The only time I've ever seen microbiological activity in tanks has been in fuel storage hydrocarbon gas tanks, diesel, etc.. If tanks are not sumped regulary just like you do on pre-flight, the water that condenses or infiltrates from somewhere will develop into a substantial layer (Think fuel tanks on a ship... water added as fuel is consumed for ballast as an example). This water layer on the bottom is where microorganisms will get a foot-hold.
Very happy to discuss, offer opinion, etc as desired on this topic. Be Safe and Well - Phil
Hi Phil,
My information came from a talk a petrochemical engineer gave at a joint SME/ASM meeting in Grand Rapids, MI whew - some 10-12 years or so ago. I had my personal experience using E-85 to clean the fuel system of a chain saw and seeing the oil separate from suspension in the unused fuel remaining in a milk jug.

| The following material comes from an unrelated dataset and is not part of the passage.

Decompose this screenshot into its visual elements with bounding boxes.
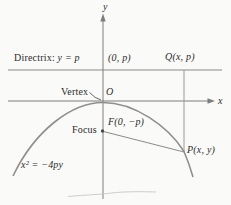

I asked of this and it was he that went into the whole phase change & polar charge - organic chemistry realm that most of us had not dealt with since high school/college chemistry. If something was stated wrong - or - interpreted improperly - I certainly do appreciate any discourse on your part. I enjoy learning.
I owned several different businesses over the past 40+ years in metalworking, manufacturing and mining. My neighbor operates a dry marine service. I also worked more recently for a few years in a materials consulting lab. I have seen the results of microbiological activity in fuel on a number of occasions. Some personal - in gasoline and diesel fuel systems and one from my neighbor on a boat. While at the lab, we had a marine surveyor who was dealing with a boat that had an effected fuel system. It entered discussion with my boss as he had brought us the most vivid example of anaerobic pitting I will likely ever see - a stainless steel propeller shaft from a twin screw boat that had been moored in mud against the river bank. The pits were so severe that the shaft broke from fatigue and a portion of shaft and the prop were lost. I still have the scrap part of that shaft. I'd like to see the prop and piece of shaft that are lying on the bottom of Lake Michigan.

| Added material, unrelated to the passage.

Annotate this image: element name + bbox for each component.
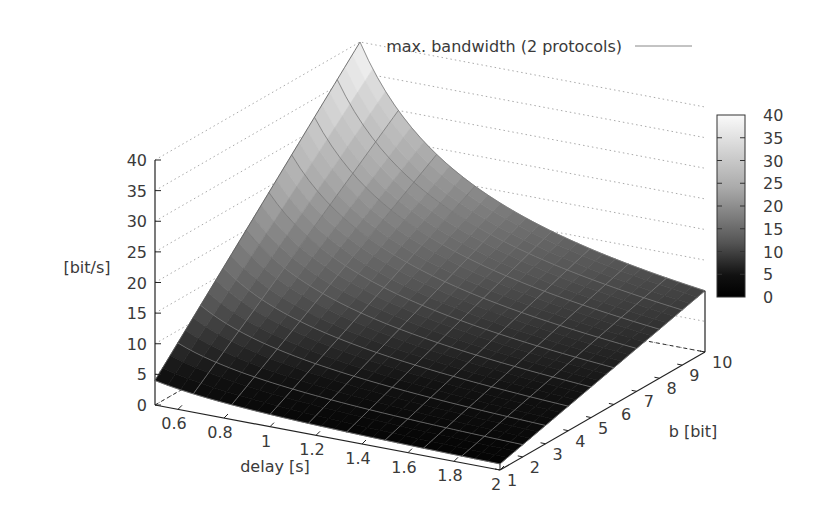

As I mentioned earlier, I've watched for this and in the past 10+ years of using E85 in cars and boats I've seen maybe 3 cases of actual phase separation. All three were in boats that were docked full time and left to sit for months. I've never seen it in an automobile. Even in the deep South where we see very high humidity.
Another thing- "pump" E85 is not very consistent, with it showing between e70 and e90. This is fine for most applications. However for highly tuned turbo cars we mixed our own from verified E100 and 87oct pump gas.
I would likely do the same for an aircraft, although one fitted with a flex fuel sensor making the fuel and timing corrections would likely work just fine.